At an event celebrating partnerships it was fitting that Patel addressed the challenges and complexities of security across ecosystems that are spread across multiple public clouds. The Cisco Security Cloud was among many solutions highlighted by Patel.   

“We are building the Cisco Security Cloud,” he said. “It’s essentially a global, cloud-delivered service that will help anyone in an organization connect to any application that they might have, whether it be a SaaS application, a private application and data center or connect to the basic internet without having to worry about security.” 

But Cisco’s integrated, end-to-end platform strategy is what really differentiates it in security, Patel stressed.  

“Every single product will be best in class,” he said, “but the true power of Cisco is when you actually think cross architecture, when you think cross product and we pull it all together and it starts becoming a unified platform.” 

Where purpose, partners, and profitability meet 

In a Day 2 closing presentation, Fran Katsoudas, Cisco’s EVP and chief people, policy & purpose officer, brought home the big picture: what Cisco and its partners can accomplish together, for the world.  

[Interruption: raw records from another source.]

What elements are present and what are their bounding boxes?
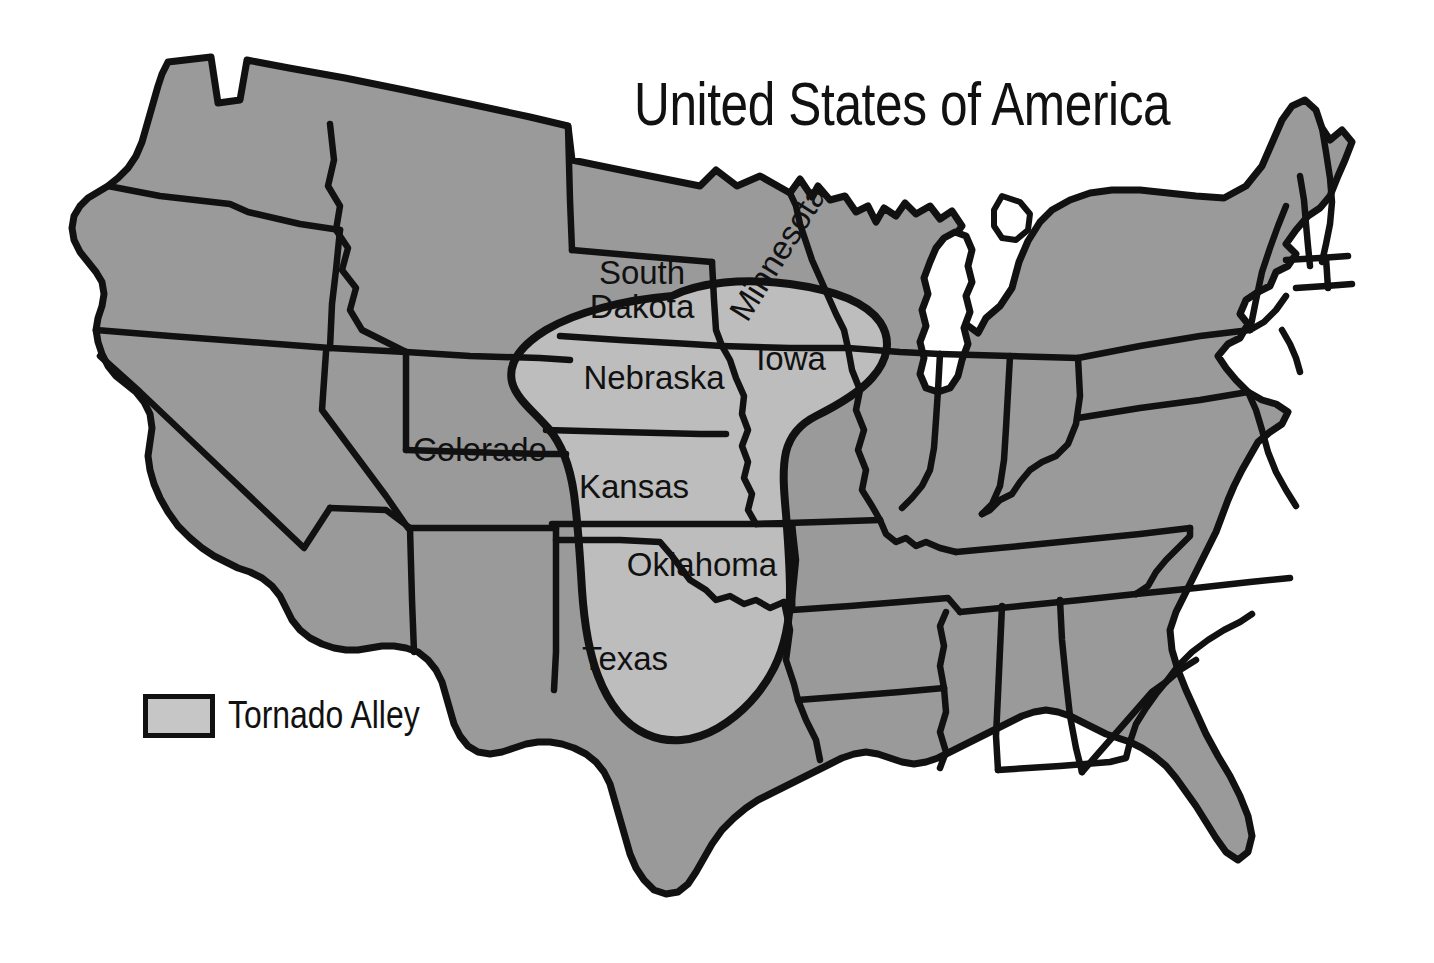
state-label-south-dakota-line-2: Dakota (556, 290, 728, 324)
state-label-texas-text: Texas (582, 640, 668, 677)
state-label-south-dakota: South Dakota (556, 256, 728, 323)
state-label-kansas: Kansas (558, 470, 710, 504)
state-label-nebraska: Nebraska (568, 361, 740, 395)
state-label-colorado-text: Colorado (413, 431, 547, 468)
usa-map-svg (0, 0, 1434, 963)
state-label-kansas-text: Kansas (579, 468, 689, 505)
legend-label-tornado-alley: Tornado Alley (228, 696, 420, 734)
map-figure: United States of America South Dakota Mi… (0, 0, 1434, 963)
state-label-south-dakota-line-1: South (556, 256, 728, 290)
state-label-oklahoma-text: Oklahoma (627, 546, 777, 583)
state-label-colorado: Colorado (394, 433, 566, 467)
state-label-oklahoma: Oklahoma (612, 548, 792, 582)
state-label-iowa-text: Iowa (756, 340, 826, 377)
legend-swatch-tornado-alley (143, 694, 215, 738)
state-label-iowa: Iowa (735, 342, 847, 376)
state-label-nebraska-text: Nebraska (583, 359, 724, 396)
page-title: United States of America (634, 72, 1146, 136)
state-label-texas: Texas (556, 642, 694, 676)
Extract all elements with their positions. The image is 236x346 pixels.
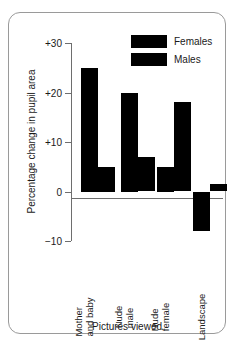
y-tick-label: +30: [45, 38, 62, 49]
y-tick-mark: [65, 241, 71, 242]
y-tick-label: +20: [45, 87, 62, 98]
figure-container: Percentage change in pupil area Females …: [0, 0, 236, 346]
y-tick-mark: [65, 93, 71, 94]
x-axis-title: Pictures viewed: [9, 321, 236, 332]
plot-area: +30+20+100−10: [71, 43, 223, 241]
y-tick-mark: [65, 142, 71, 143]
y-tick-mark: [65, 43, 71, 44]
bar: [121, 93, 138, 192]
y-tick-label: +10: [45, 137, 62, 148]
bar: [81, 68, 98, 192]
x-category-label: Landscape: [192, 306, 222, 317]
bar: [193, 192, 210, 232]
bar: [210, 184, 227, 191]
bar: [138, 157, 155, 192]
y-axis-line: [71, 43, 72, 241]
bar: [98, 167, 115, 192]
x-category-label: Nudefemale: [156, 295, 186, 317]
y-tick-label: 0: [56, 186, 62, 197]
y-axis-title: Percentage change in pupil area: [23, 41, 39, 241]
y-axis-title-text: Percentage change in pupil area: [26, 69, 37, 213]
y-tick-label: −10: [45, 236, 62, 247]
bar: [174, 102, 191, 191]
x-category-label-text: Landscape: [196, 294, 207, 340]
x-category-label: Motherand baby: [80, 295, 110, 317]
bar: [157, 167, 174, 192]
y-tick-mark: [65, 192, 71, 193]
chart-frame: Percentage change in pupil area Females …: [8, 12, 226, 334]
x-axis-category-labels: Motherand babyNudemaleNudefemaleLandscap…: [71, 245, 223, 317]
x-category-label: Nudemale: [120, 295, 150, 317]
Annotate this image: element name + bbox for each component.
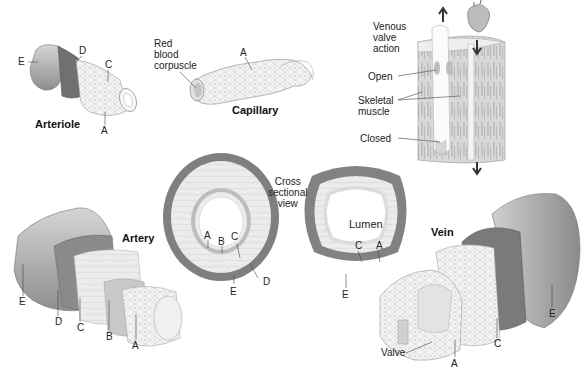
arteriole-label-a: A (101, 125, 108, 136)
title-capillary: Capillary (232, 104, 278, 116)
arteriole-label-d: D (79, 45, 86, 56)
venous-valve-label-open: Open (368, 71, 392, 82)
venous-valve-label-skeletal-muscle: Skeletal muscle (358, 95, 394, 117)
vein-label-c: C (494, 338, 501, 349)
venous-valve-label-closed: Closed (360, 133, 391, 144)
cross-artery-label-a: A (204, 230, 211, 241)
arteriole-label-e: E (18, 56, 25, 67)
artery-label-b: B (106, 331, 113, 342)
capillary-label-red-blood-corpuscle: Red blood corpuscle (154, 38, 197, 71)
venous-valve-illustration (418, 0, 505, 174)
cross-artery-label-b: B (218, 236, 225, 247)
cross-vein-label-e: E (342, 289, 349, 300)
artery-label-a: A (132, 340, 139, 351)
capillary-label-a: A (240, 47, 247, 58)
cross-artery-label-e: E (230, 286, 237, 297)
artery-label-d: D (55, 316, 62, 327)
artery-label-e: E (19, 296, 26, 307)
title-artery: Artery (122, 232, 154, 244)
artery-label-c: C (77, 322, 84, 333)
vein-label-valve: Valve (381, 347, 405, 358)
artery-illustration (14, 208, 182, 346)
capillary-illustration (190, 59, 313, 104)
cross-vein-label-c: C (355, 240, 362, 251)
title-arteriole: Arteriole (35, 118, 80, 130)
venous-valve-title: Venous valve action (373, 21, 406, 54)
blood-vessel-diagram: Arteriole Capillary Artery Vein E D C A … (0, 0, 585, 373)
cross-artery-label-c: C (231, 231, 238, 242)
arteriole-label-c: C (105, 59, 112, 70)
cross-artery-label-d: D (263, 276, 270, 287)
title-vein: Vein (431, 226, 454, 238)
vein-label-e: E (549, 308, 556, 319)
cross-vein-label-a: A (376, 240, 383, 251)
cross-section-title: Cross sectional view (268, 176, 307, 209)
cross-vein-label-lumen: Lumen (349, 219, 383, 230)
artery-cross-section (163, 153, 279, 281)
vein-illustration (380, 193, 580, 360)
vein-label-a: A (451, 358, 458, 369)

Cisco’s purpose is, of course, powering an inclusive future for all. But Katsoudas, along with Cisco CFO Scott Herren, stressed the shared vision they feel with so many partners. 

“At Cisco,” Katsoudas explained, “we see our purpose, the power and inclusive future for all, for what it is one of the leading forces in protecting and connecting the planet. Our unique opportunity to bring communities together and create meaningful change for everyone everywhere, all while doing good business.” 

And there was no shortage of reasons for why inclusion, sustainability, and other ESG initiatives are good for business, everything from energy savings and efficiency to advantages in talent and with investors.  

Today’s customers, Herren added, “talk about not just the dollars they’re going to spend, but the kilowatts they will spend, because kilowatt budgets matter. And they’ve got their own commitments to net zero that, that they have to meet.” 

Whether innovating kilowatt savings or sowing inclusion, Tuszik concluded, changing the world is a team effort.  

“The age of the partner is by far the biggest opportunity ever,” he said. “It’s on us. It’s in front of us. We can do it. So very simple, let’s own it. Thanks for being a Cisco partner.”